Restate all of the entries exactly. Any picture in them should be skipped.

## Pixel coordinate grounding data
------------------------------------

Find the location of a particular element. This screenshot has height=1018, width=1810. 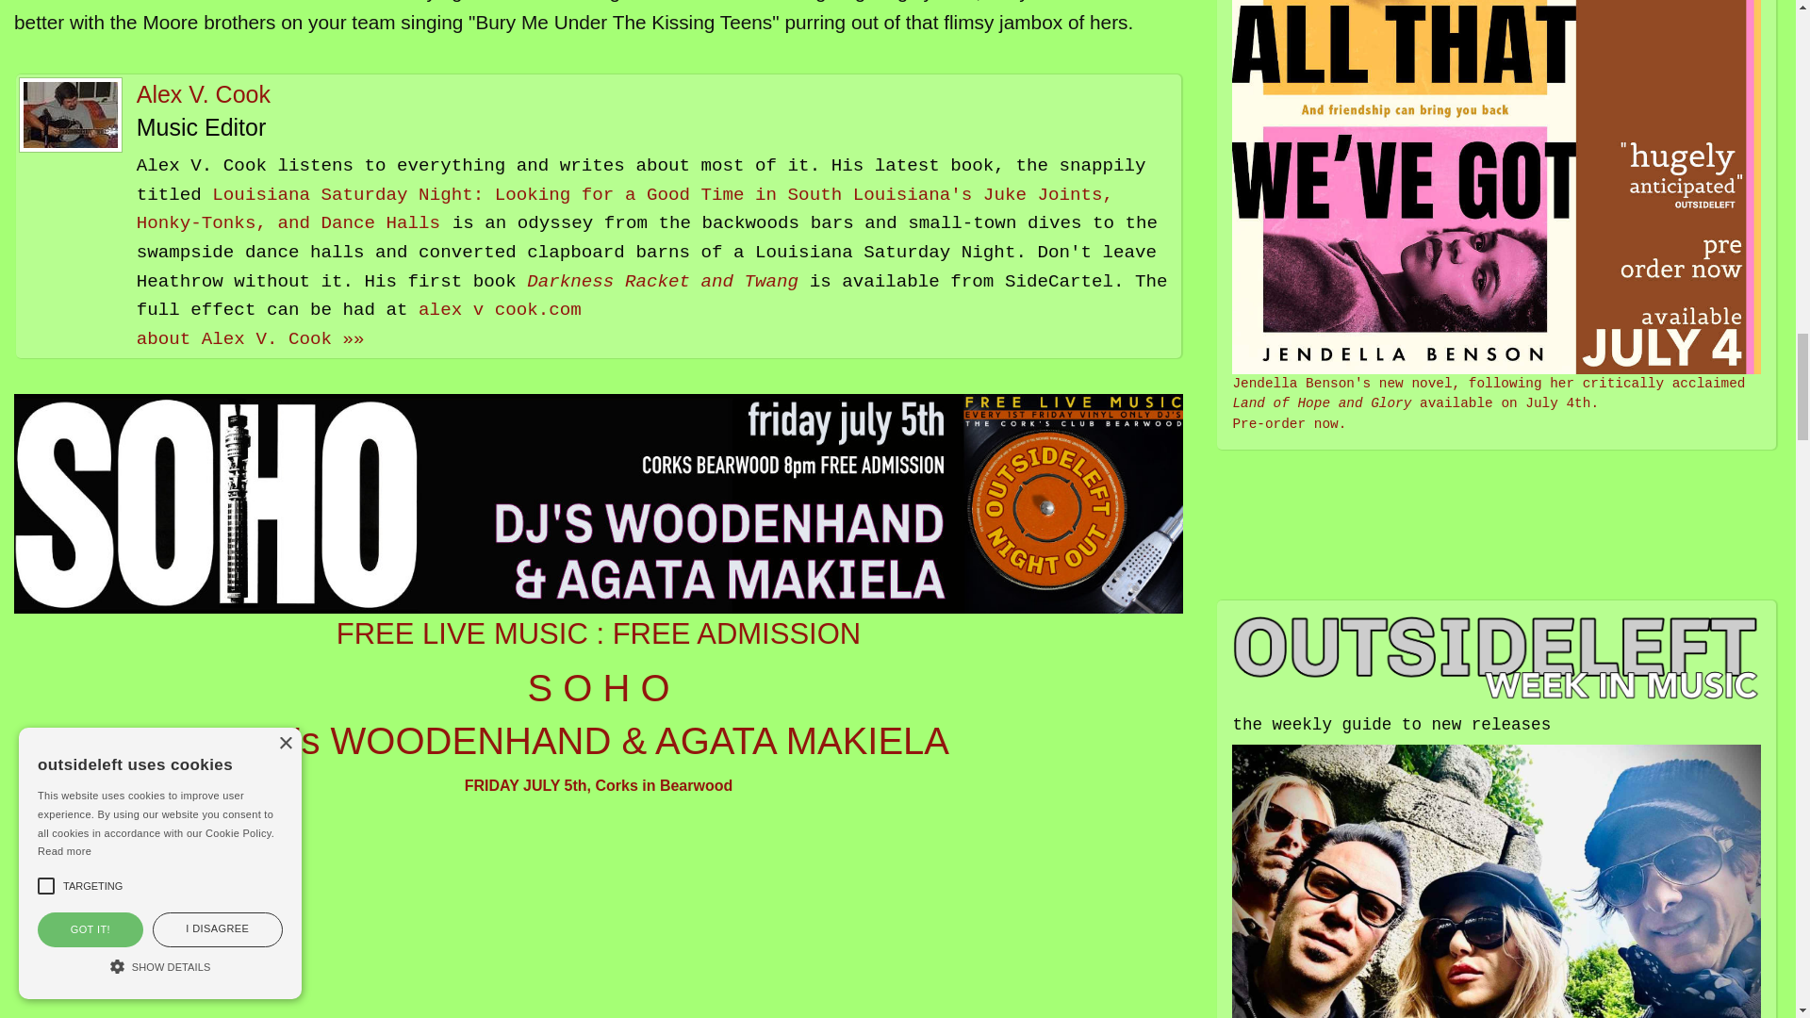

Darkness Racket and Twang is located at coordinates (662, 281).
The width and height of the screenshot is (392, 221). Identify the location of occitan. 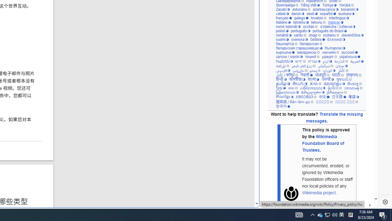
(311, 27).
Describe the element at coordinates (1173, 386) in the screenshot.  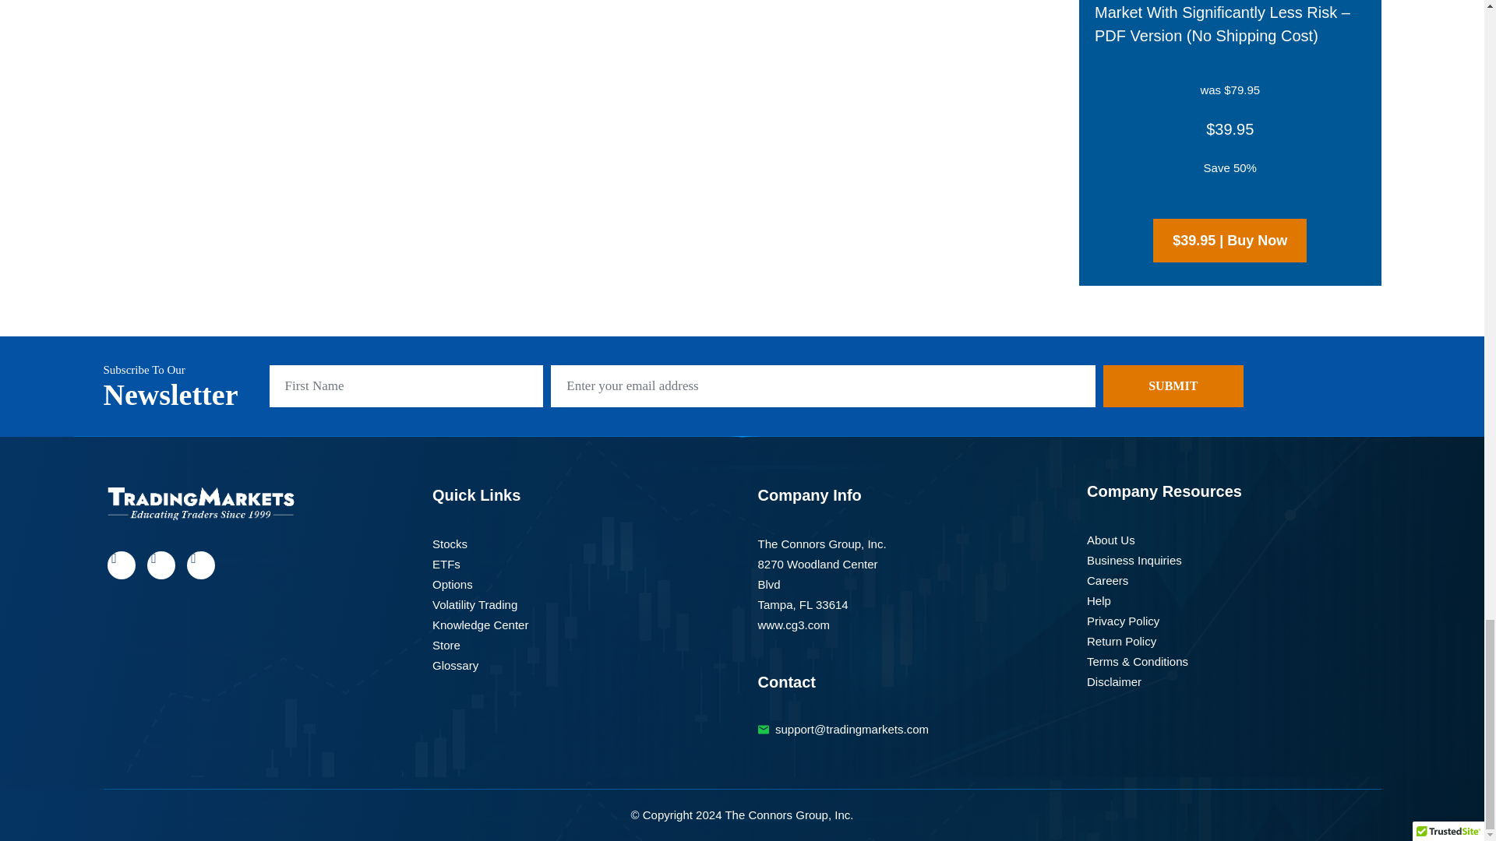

------------------------------------

## Response box
Find the location of a particular element. This screenshot has height=1018, width=1810. 

Darkness Racket and Twang is located at coordinates (662, 281).
The width and height of the screenshot is (392, 221). Identify the location of occitan. 
(311, 27).
Describe the element at coordinates (1173, 386) in the screenshot.  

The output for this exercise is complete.